The intro by John M. Conley reveals how difficult it was then for women to pull away from a sexualized and romanticized public focus, and to be taken seriously as an artist. In the opening paragraph, he writes, “The paramount fact about Joan Baez is beauty. She has it; she generates it; and she uses it. Lest this seem rhapsodical, be it admitted that she is a human being, with impulses, frailties, and foibles, perhaps even a little young wickedness. But the gospel is beauty.” He goes on like this–focusing on her appearance–for the next three paragraphs, mentioning “the dusk of [her] long hair,” the “deep topaze” of her eyes, her “lithe dancer’s body,” as well as her odd habit of wearing “purposely shapeless” dresses not unlike “gunny sacks” onstage — before finally discussing her musicianship.

Beauty and love rarely succeed in these (mostly traditional) folk songs. If not betrayal in love, then war, death, or opposition by parents pulled lovers apart–or sometimes just plain stubborness. In “The Water is Wide,” the singer laments, “I leaned my back against an oak / Thinking it was a mighty tree / But first it bent and then it broke, / So did my love prove false to me.” I seem to remember that the song, “I Never Will Marry” did at one point influence me to tell a boy that I never wanted to marry (so much for youthful claims!). “I never will marry / I’ll be no man’s wife / I intend to live single / All the days of my life.”

The “Child Ballads” were not very happy either. “Ah, my Geordie will be hanged in a golden chain” (“Geordie”) points to the death by hanging of a young poacher. In another song, young “Matty Groves” beds a nobleman’s wife, and gets stabbed to death by the husband.

Illustration by Eric Von Schmidt

Eric Von Schmidt’s collage illustrations instructed me about the attractions and the dangers of eros; a number of images expressively rendered women nude, or half-nude, or with bosoms nearly bursting from a bodice. In all cases, these pictures accompanied songs in which violence, betrayal or loss was the theme. In “The Lily of the West,” Flora is down on her knees, breasts heaving, hysterical as two men go at each other with knives.

In at least two songs, women were dressed as men: in “Jackaroe” to accompany her man as he goes to war (of course, he is killed), and in “Ranger’s Command” by Woody Guthrie, to join in a gunfight against cattle rustlers.

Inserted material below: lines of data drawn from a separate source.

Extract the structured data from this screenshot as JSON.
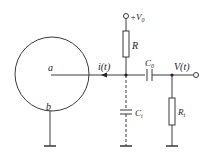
{
  "diagram": {
    "type": "circuit-schematic",
    "colors": {
      "stroke": "#3a3a3a",
      "background": "#ffffff"
    },
    "labels": {
      "node_a": "a",
      "node_b": "b",
      "current": "i(t)",
      "supply_main": "+V",
      "supply_sub": "0",
      "resistor_R": "R",
      "cap_coupling_main": "C",
      "cap_coupling_sub": "0",
      "output_voltage": "V(t)",
      "cap_input_main": "C",
      "cap_input_sub": "i",
      "resistor_input_main": "R",
      "resistor_input_sub": "i"
    },
    "components": [
      {
        "id": "detector",
        "kind": "circle-electrode",
        "terminals": [
          "a",
          "b"
        ]
      },
      {
        "id": "R",
        "kind": "resistor",
        "between": [
          "+V0",
          "junction"
        ]
      },
      {
        "id": "C0",
        "kind": "capacitor",
        "between": [
          "junction",
          "output"
        ]
      },
      {
        "id": "Ci",
        "kind": "capacitor",
        "style": "dashed",
        "between": [
          "junction",
          "ground"
        ]
      },
      {
        "id": "Ri",
        "kind": "resistor",
        "between": [
          "output",
          "ground"
        ]
      }
    ]
  }
}
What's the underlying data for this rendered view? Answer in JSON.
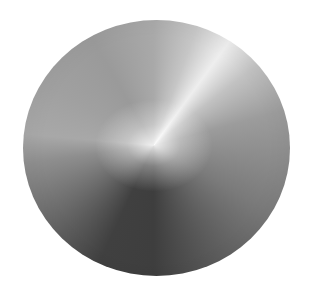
{
  "image": {
    "subject": "metallic-gradient-disc",
    "colors": {
      "background": "#ffffff",
      "highlight": "#f4f4f4",
      "mid_gray": "#a9a9a9",
      "dark_shadow": "#3e3e3e"
    }
  }
}
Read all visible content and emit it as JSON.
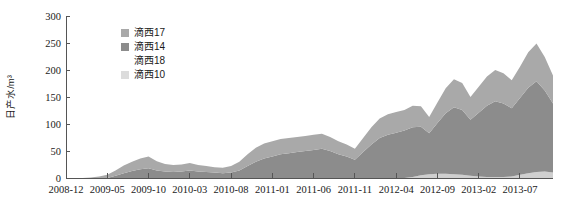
{
  "chart_data": {
    "type": "area",
    "stacked": true,
    "title": "",
    "xlabel": "",
    "ylabel": "日产水/m³",
    "ylim": [
      0,
      300
    ],
    "yticks": [
      0,
      50,
      100,
      150,
      200,
      250,
      300
    ],
    "grid": false,
    "legend_position": "top-left-inside",
    "x": [
      "2008-12",
      "2009-01",
      "2009-02",
      "2009-03",
      "2009-04",
      "2009-05",
      "2009-06",
      "2009-07",
      "2009-08",
      "2009-09",
      "2009-10",
      "2009-11",
      "2009-12",
      "2010-01",
      "2010-02",
      "2010-03",
      "2010-04",
      "2010-05",
      "2010-06",
      "2010-07",
      "2010-08",
      "2010-09",
      "2010-10",
      "2010-11",
      "2010-12",
      "2011-01",
      "2011-02",
      "2011-03",
      "2011-04",
      "2011-05",
      "2011-06",
      "2011-07",
      "2011-08",
      "2011-09",
      "2011-10",
      "2011-11",
      "2011-12",
      "2012-01",
      "2012-02",
      "2012-03",
      "2012-04",
      "2012-05",
      "2012-06",
      "2012-07",
      "2012-08",
      "2012-09",
      "2012-10",
      "2012-11",
      "2012-12",
      "2013-01",
      "2013-02",
      "2013-03",
      "2013-04",
      "2013-05",
      "2013-06",
      "2013-07",
      "2013-08",
      "2013-09",
      "2013-10",
      "2013-11"
    ],
    "xtick_labels": [
      "2008-12",
      "2009-05",
      "2009-10",
      "2010-03",
      "2010-08",
      "2011-01",
      "2011-06",
      "2011-11",
      "2012-04",
      "2012-09",
      "2013-02",
      "2013-07"
    ],
    "xtick_indices": [
      0,
      5,
      10,
      15,
      20,
      25,
      30,
      35,
      40,
      45,
      50,
      55
    ],
    "series": [
      {
        "name": "滴西14",
        "color": "#8c8c8c",
        "values": [
          0,
          0,
          0,
          0,
          0,
          0,
          4,
          9,
          13,
          16,
          18,
          14,
          12,
          11,
          12,
          14,
          12,
          11,
          10,
          9,
          10,
          14,
          22,
          30,
          36,
          40,
          44,
          46,
          48,
          50,
          52,
          54,
          50,
          44,
          40,
          34,
          48,
          62,
          74,
          80,
          84,
          88,
          92,
          90,
          76,
          94,
          112,
          124,
          120,
          104,
          118,
          132,
          140,
          136,
          126,
          142,
          158,
          168,
          150,
          128
        ]
      },
      {
        "name": "滴西17",
        "color": "#a9a9a9",
        "values": [
          0,
          0,
          0,
          1,
          3,
          6,
          10,
          14,
          17,
          20,
          22,
          17,
          14,
          13,
          13,
          14,
          12,
          11,
          10,
          10,
          12,
          16,
          22,
          26,
          28,
          28,
          28,
          28,
          28,
          28,
          28,
          28,
          26,
          24,
          22,
          20,
          26,
          32,
          36,
          38,
          38,
          38,
          40,
          38,
          30,
          38,
          46,
          52,
          50,
          42,
          48,
          54,
          58,
          56,
          52,
          58,
          66,
          70,
          62,
          52
        ]
      },
      {
        "name": "滴西18",
        "color": "#ffffff",
        "values": [
          0,
          0,
          0,
          0,
          0,
          0,
          0,
          0,
          0,
          0,
          0,
          0,
          0,
          0,
          0,
          0,
          0,
          0,
          0,
          0,
          0,
          0,
          0,
          0,
          0,
          0,
          0,
          0,
          0,
          0,
          0,
          0,
          0,
          0,
          0,
          0,
          0,
          0,
          0,
          0,
          0,
          0,
          0,
          0,
          0,
          0,
          0,
          0,
          0,
          0,
          0,
          0,
          0,
          0,
          0,
          0,
          0,
          0,
          0,
          0
        ]
      },
      {
        "name": "滴西10",
        "color": "#cfcfcf",
        "values": [
          0,
          0,
          0,
          0,
          0,
          0,
          0,
          0,
          0,
          0,
          0,
          0,
          0,
          0,
          0,
          0,
          0,
          0,
          0,
          0,
          0,
          0,
          0,
          0,
          0,
          0,
          0,
          0,
          0,
          0,
          0,
          0,
          0,
          0,
          0,
          0,
          0,
          0,
          0,
          0,
          0,
          0,
          2,
          5,
          7,
          8,
          8,
          7,
          6,
          4,
          3,
          2,
          2,
          2,
          3,
          6,
          9,
          11,
          12,
          10
        ]
      }
    ],
    "legend_entries": [
      {
        "label": "滴西17",
        "color": "#a9a9a9"
      },
      {
        "label": "滴西14",
        "color": "#8c8c8c"
      },
      {
        "label": "滴西18",
        "color": "#ffffff"
      },
      {
        "label": "滴西10",
        "color": "#dcdcdc"
      }
    ]
  }
}
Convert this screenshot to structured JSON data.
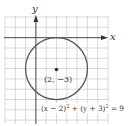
{
  "diagram": {
    "type": "circle-graph",
    "axis_labels": {
      "x": "x",
      "y": "y"
    },
    "center": {
      "x": 2,
      "y": -3
    },
    "radius": 3,
    "center_label": "(2, −3)",
    "equation": {
      "part1": "(x − 2)",
      "exp1": "2",
      "part2": " + (y + 3)",
      "exp2": "2",
      "part3": " = 9"
    },
    "colors": {
      "grid": "#c8c8c8",
      "axes": "#444444",
      "circle": "#555555",
      "point": "#333333"
    }
  }
}
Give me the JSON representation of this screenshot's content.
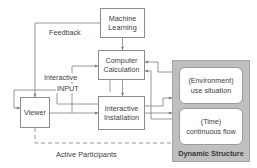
{
  "diagram": {
    "colors": {
      "panel_fill": "#bfbfbf",
      "box_border": "#8c8c8c",
      "text": "#3d3d3d",
      "wire": "#8c8c8c",
      "dashed_wire": "#8c8c8c"
    },
    "nodes": [
      {
        "id": "machine-learning",
        "lines": [
          "Machine",
          "Learning"
        ]
      },
      {
        "id": "computer-calculation",
        "lines": [
          "Computer",
          "Calculation"
        ]
      },
      {
        "id": "interactive-installation",
        "lines": [
          "Interactive",
          "Installation"
        ]
      },
      {
        "id": "viewer",
        "lines": [
          "Viewer"
        ]
      }
    ],
    "panel": {
      "caption": "Dynamic Structure",
      "nodes": [
        {
          "id": "environment",
          "lines": [
            "(Environment)",
            "use situation"
          ]
        },
        {
          "id": "time",
          "lines": [
            "(Time)",
            "continuous flow"
          ]
        }
      ]
    },
    "edge_labels": [
      {
        "id": "feedback",
        "text": "Feedback"
      },
      {
        "id": "interactive",
        "text": "Interactive"
      },
      {
        "id": "input",
        "text": "INPUT"
      }
    ],
    "flow_labels": [
      {
        "id": "active-participants",
        "text": "Active Participants"
      }
    ]
  }
}
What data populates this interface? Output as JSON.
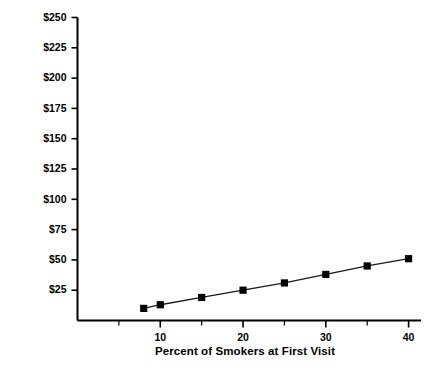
{
  "chart_data": {
    "type": "line",
    "title": "",
    "subtitle": "",
    "xlabel": "Percent of Smokers at First Visit",
    "ylabel": "Break-Even Cost",
    "xlim": [
      0,
      41.5
    ],
    "ylim": [
      0,
      250
    ],
    "grid": false,
    "legend": null,
    "x_ticks": [
      10,
      20,
      30,
      40
    ],
    "x_tick_labels": [
      "10",
      "20",
      "30",
      "40"
    ],
    "x_minor_ticks": [
      5,
      15,
      25,
      35
    ],
    "y_ticks": [
      25,
      50,
      75,
      100,
      125,
      150,
      175,
      200,
      225,
      250
    ],
    "y_tick_labels": [
      "$25",
      "$50",
      "$75",
      "$100",
      "$125",
      "$150",
      "$175",
      "$200",
      "$225",
      "$250"
    ],
    "marker": "square",
    "marker_color": "#000000",
    "line_color": "#1a1a1a",
    "x": [
      8,
      10,
      15,
      20,
      25,
      30,
      35,
      40
    ],
    "values": [
      10,
      13,
      19,
      25,
      31,
      38,
      45,
      51
    ],
    "series": [
      {
        "name": "Break-Even Cost",
        "x": [
          8,
          10,
          15,
          20,
          25,
          30,
          35,
          40
        ],
        "values": [
          10,
          13,
          19,
          25,
          31,
          38,
          45,
          51
        ]
      }
    ]
  }
}
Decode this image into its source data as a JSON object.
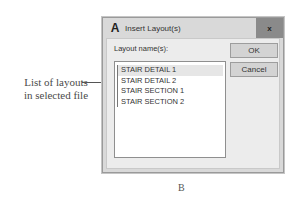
{
  "annotation": {
    "line1": "List of layouts",
    "line2": "in selected file"
  },
  "dialog": {
    "title": "Insert Layout(s)",
    "app_icon": "A",
    "close_glyph": "x",
    "list_label": "Layout name(s):",
    "layouts": [
      {
        "name": "STAIR DETAIL 1",
        "selected": true
      },
      {
        "name": "STAIR DETAIL 2",
        "selected": false
      },
      {
        "name": "STAIR SECTION 1",
        "selected": false
      },
      {
        "name": "STAIR SECTION 2",
        "selected": false
      }
    ],
    "buttons": {
      "ok": "OK",
      "cancel": "Cancel"
    }
  },
  "figure_label": "B"
}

The folksong laments and high drama of the Songbook were a nice respite from all the “Goin’ to a Chapel and I’m Gonna Get Married” songs of the 1950s, and–her amazing voice aside–Joan Baez’s presence in the 1960s was a breath of fresh air for women. A photograph of her on page 9 said it all to me. No cinched waist, no girdle, and likely no makeup. She is facing away from the camera, walking off barefoot through a field wearing one of her “gunny sack” dresses, with her guitar slung over her shoulder. It was a good moment.

Babe, I got to ramble,
You know I got to ramble,
My feet start goin’ down and I got to follow,
They just start goin’ down, and I got to go.

–”Babe I’m Gonna Leave You” by Anne Bredon

more good news

Posted in Uncategorized on December 26, 2009 by JV

Continuing from my Dec. 23rd “good news day” post, there’s more good news:

1000 Views of “Girl Singing” is on Stride Magazine’s top ten best picks of poetry books for 2009.

Barbara-Jane Reyes’ Poeta en San Francisco is on SPD’s list of 20 bestsellers for 2000–2009.

GR#13 book reviews are now available!